Seasoned playwright Floy Quintos attempts to capture through the musical play “Ang Nawalang Kapatid,” the inherent complexity, cultural and religious specificity, and the folkloric, visionary wisdom found in the Indian epic “Mahabharata.”
Originally written for Ateneo Children’s Theater in 2010, the play is the closing production of Dulaang UP’s 38th theater season.
The re-imagining of this epic for a small hall like Wilfrido Ma.
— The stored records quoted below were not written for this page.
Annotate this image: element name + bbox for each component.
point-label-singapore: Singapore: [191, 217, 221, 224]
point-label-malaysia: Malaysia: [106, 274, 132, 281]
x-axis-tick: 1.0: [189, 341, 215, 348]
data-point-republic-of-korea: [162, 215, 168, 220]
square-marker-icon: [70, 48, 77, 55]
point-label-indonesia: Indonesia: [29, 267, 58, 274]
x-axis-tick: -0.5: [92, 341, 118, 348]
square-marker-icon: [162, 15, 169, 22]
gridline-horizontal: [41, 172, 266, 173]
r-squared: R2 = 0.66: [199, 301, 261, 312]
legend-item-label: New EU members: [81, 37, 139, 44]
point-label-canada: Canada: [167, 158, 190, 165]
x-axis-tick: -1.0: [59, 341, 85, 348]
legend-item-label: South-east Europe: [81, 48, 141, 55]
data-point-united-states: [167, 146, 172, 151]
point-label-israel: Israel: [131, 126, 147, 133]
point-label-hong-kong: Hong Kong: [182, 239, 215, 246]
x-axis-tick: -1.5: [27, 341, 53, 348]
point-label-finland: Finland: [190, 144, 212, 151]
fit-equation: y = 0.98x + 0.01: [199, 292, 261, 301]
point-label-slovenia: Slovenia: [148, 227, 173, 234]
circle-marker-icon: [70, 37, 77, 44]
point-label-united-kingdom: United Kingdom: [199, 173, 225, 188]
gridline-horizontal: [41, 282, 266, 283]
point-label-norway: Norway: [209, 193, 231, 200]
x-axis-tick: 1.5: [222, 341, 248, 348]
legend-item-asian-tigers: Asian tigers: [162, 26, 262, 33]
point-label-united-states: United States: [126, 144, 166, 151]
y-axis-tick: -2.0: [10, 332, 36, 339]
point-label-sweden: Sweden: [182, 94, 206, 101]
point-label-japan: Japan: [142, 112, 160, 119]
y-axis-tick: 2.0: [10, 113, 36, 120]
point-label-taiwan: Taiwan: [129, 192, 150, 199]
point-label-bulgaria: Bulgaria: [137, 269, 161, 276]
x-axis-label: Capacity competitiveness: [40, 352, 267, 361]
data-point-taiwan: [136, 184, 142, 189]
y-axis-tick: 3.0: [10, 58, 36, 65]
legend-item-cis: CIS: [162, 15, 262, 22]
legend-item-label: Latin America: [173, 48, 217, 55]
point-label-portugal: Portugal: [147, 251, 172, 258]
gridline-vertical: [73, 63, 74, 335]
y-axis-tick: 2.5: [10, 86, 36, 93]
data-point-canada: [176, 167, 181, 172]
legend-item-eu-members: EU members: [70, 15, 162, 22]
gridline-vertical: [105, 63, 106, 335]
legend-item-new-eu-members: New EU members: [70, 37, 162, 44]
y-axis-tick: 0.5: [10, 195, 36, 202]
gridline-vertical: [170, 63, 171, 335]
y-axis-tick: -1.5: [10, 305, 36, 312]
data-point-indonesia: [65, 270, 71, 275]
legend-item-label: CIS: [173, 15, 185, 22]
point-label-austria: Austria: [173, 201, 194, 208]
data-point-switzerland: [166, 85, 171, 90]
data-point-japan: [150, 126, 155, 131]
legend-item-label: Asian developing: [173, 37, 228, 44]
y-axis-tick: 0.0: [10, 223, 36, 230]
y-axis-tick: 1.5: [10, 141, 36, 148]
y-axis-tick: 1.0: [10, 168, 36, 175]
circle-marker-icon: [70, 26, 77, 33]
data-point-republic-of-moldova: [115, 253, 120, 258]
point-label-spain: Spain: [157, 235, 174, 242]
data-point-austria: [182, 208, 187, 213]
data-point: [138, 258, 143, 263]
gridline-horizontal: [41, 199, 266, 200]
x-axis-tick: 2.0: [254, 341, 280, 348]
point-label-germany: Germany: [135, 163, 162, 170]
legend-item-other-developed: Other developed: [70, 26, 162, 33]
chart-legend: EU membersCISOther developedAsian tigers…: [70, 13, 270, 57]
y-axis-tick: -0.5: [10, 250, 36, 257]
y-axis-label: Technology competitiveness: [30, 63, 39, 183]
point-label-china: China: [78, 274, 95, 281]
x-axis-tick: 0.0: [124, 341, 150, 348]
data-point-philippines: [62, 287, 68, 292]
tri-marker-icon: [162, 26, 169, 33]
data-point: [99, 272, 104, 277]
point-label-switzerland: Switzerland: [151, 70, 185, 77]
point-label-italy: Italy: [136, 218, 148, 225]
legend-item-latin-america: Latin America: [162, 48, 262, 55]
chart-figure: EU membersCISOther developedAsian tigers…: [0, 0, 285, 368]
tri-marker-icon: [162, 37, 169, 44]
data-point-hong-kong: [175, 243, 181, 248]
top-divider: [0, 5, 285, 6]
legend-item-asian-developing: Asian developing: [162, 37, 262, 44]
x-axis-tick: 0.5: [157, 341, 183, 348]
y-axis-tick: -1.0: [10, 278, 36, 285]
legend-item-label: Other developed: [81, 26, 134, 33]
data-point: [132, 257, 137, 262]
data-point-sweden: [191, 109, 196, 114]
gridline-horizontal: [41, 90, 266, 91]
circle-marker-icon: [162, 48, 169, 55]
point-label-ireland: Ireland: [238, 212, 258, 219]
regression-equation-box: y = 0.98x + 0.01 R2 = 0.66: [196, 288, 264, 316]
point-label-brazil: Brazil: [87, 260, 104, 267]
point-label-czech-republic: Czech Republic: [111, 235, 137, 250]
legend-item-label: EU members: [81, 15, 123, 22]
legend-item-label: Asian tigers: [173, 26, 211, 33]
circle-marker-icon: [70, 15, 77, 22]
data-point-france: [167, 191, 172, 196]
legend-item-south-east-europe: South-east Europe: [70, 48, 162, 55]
Guerrero Theater surprisingly reveals what drama really entails—the collaborative creation of a provisional world, with all artistic decisions devised to legitimize the perception of these simulacra of gestures and energies.
Quintos has an acute understanding of the underpinnings of the original narrative chart that holds together the “Mahabharata.” This makes his option to anchor the adaptation on Karna (the banished brother of the Pandava princes) a matter of recognition of a more pragmatic and artistic vantage point as far as true dramaturgy is concerned, and not a tendentious and capricious authority imposed upon an already interesting and rich material.
Heaven-and-hell logic
The centrality of Karna in the play, given the archetypal trappings of his background, would have been read as a too easy preservation of the one-dimensional Western religious hero, glossing over Karna’s link to Arjuna as the latter’s dark Other or the multi-layered world view of Hinduism, and in the process cursorily leaving out the gray areas that exist peripherally to the heaven-and-hell logic of salvation history.
The play, though, maintains a solid discernment of the necessary dialectic involving dharma and adharma, revealing the frail humanity of the characters against the inevitable cathartic force of the cleansing sacrifice that goes beyond good and evil.
Dexter Santos’ direction and choreography is a heady mixture of electrifying physicality, dynamic poetry, and practical intelligence. His aesthetic vision translates well even within the constraints of a small stage.
He never shortchanges the audience with extraneous or second-rate dance numbers, routines, tableaux and whatnot. Dance becomes a key ritualistic and primal transmutation of the inexpressible into what is provisionally perceptible.
This lucid combination of the physical and the mental in his work is reflective of his comprehension of the involutional interweave of the same dimensions in that consequential battle between the Pandavas and the Kauravas.
Ceejay Javier’s music and Louise Ybañez’s arrangement offer functional support to the emotional texture and narrative arc of the story. A lot of the songs are hummable and may even survive outside of the play.
The ever-reliable concept of the “hook” takes over, as in most classic commercial successes we’ve witnessed within the world of popular music, but without much musical intricacy.
Too much complexity can be irritating and pretentious, particularly in cases where it is not earned. Javier’s music achieves an unbelievable poignancy if heard within the context of the drama. That bolt from the blue will surely come and anyone who values sincerity will feel it from the gut.
Not lackluster
The singing is sometimes weighed down by technical problems, but at least it is not lackluster. Jon Abella and Vincent Kevin Pajara are both exceptional as Yudisthira and Duryodhana, respectively.
Teetin Villanueva’s Draupadi is strong, both vocally and dramatically. Ross Pesigan can be endearing as Karna but sometimes loses conviction.
The all-student cast works up a riveting ensemble performance that surpasses even the best of its actors’ histrionics considered individually.
The two most memorable sections of “Ang Nawalang Kapatid” strategically frame the exile, which in its religious context represents the diksa or preparation that precedes the cleansing sacrifice.
The famous dicing match that comes after the rajasuya turns into a harrowing game of desire. There is a frighteningly dark energy that characterizes the buildup of the entire scene.
The frenetic progress of the war section is unnerving, and, at least in my own experience, a most gut-wrenching tableau of death, with the ensemble whirling a ruinous danse macabre.
The silence after the war becomes a haunting scenario: The two mothers, Ghandari and Kunti, enter and sing “Doon sa Paroroonan,” a delicate lullaby with a beautiful melody and spare, tinsel-thin accompaniment.
The flaws of this production are certainly not enough to make you want to stay away from it. There are plays with technically polished façades that will never profoundly move you.
The revelations in this work’s initial mythopoeic preoccupations are founded on primeval discoveries that resonate among communities of theater-goers. What makes for arresting theater transcends the affect-effect nexus.
Dulaang UP’s production of Floy Quintos’ “Ang Nawalang Kapatid” runs March 14, 7 p.m.; and March 15, 3 and 8 p.m. Call 9261349, 4337840, 0917-8239531, 0927-7406124.